Fay Roberts’s fifth sonnet this year is inspired by Federico Fellini’s metatextual bit of sophistry, the Italian movie, 8½ (1963), written by Federico Fellini, Tullio Pinelli, Ennio Flaiano, and Brunello Rondi, and starring Marcello Mastroianni, Anouk Aimée, and Claudia Cardinale. The first 31:30 made a strong impression…

Of all the tropes that I despise in art
it’s this one that can bore me in a trice:
that every single character, each part’s
despicable, with no redeeming slice

of virtue, humour, sweet humility,
affection for their friends, or even half
an ounce of kindness, unless they’re to be
discarded, punished, nameless, fatted calf.
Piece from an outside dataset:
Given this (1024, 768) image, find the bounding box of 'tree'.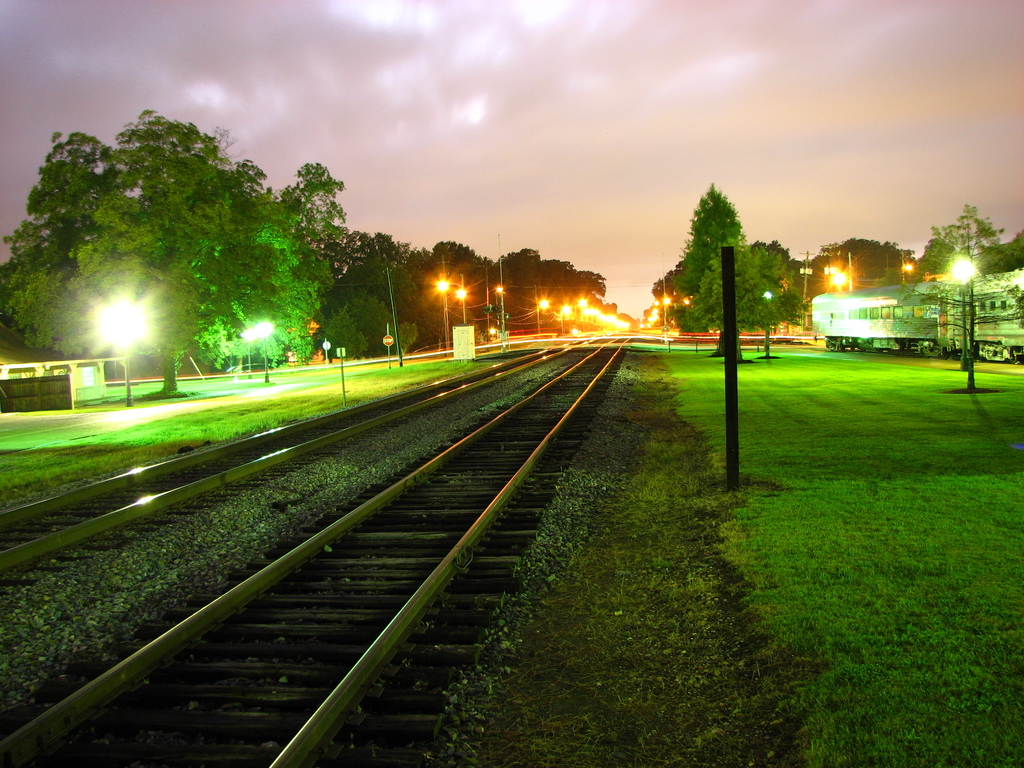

And worse! Fellini knows he’s got a dud!
He makes the writer tell us to our face!
He hopes to smear his audience with crud,
to make us all complicit in this waste.

I’ve failed my challenge: watch each doled-out reel.
But I won’t play the voyeur for this heel.

Black and white still of two white, suited-and-tied, bespectacled, middle-aged men seated somewhere brightly lit, at night. The man on the left, in the foreground, is well-built, wearing a black suit, with a white shirt and black tie. He has thick, mostly silver, swept-back hair, and he is looking to something out of shot on our left, right hand cupped over his nose, and a somewhat disdainful expression on what we can see of his face. Behind him, the cadaverous, balding man to the right is hunched over, leaning in and facing someone or something out of shot to our right. His suit jacket is white and his glasses thicker and less chic. he has his mouth open and is probably the person speaking as subtitled: 'some people's ideas are clear enough'.
The precise moment where I tapped out


If you have access to the BFI (which I won’t shortly because my free trial runs out), you can watch the 2:18 long, multilingual (but mostly Italian) movie here. Content warnings include: misogyny, xenophobia, toxic relationships, suffocation. Let us know what you thought if you’ve seen it! But please don’t try to tell me I’m a philistine for tapping out. That won’t go well.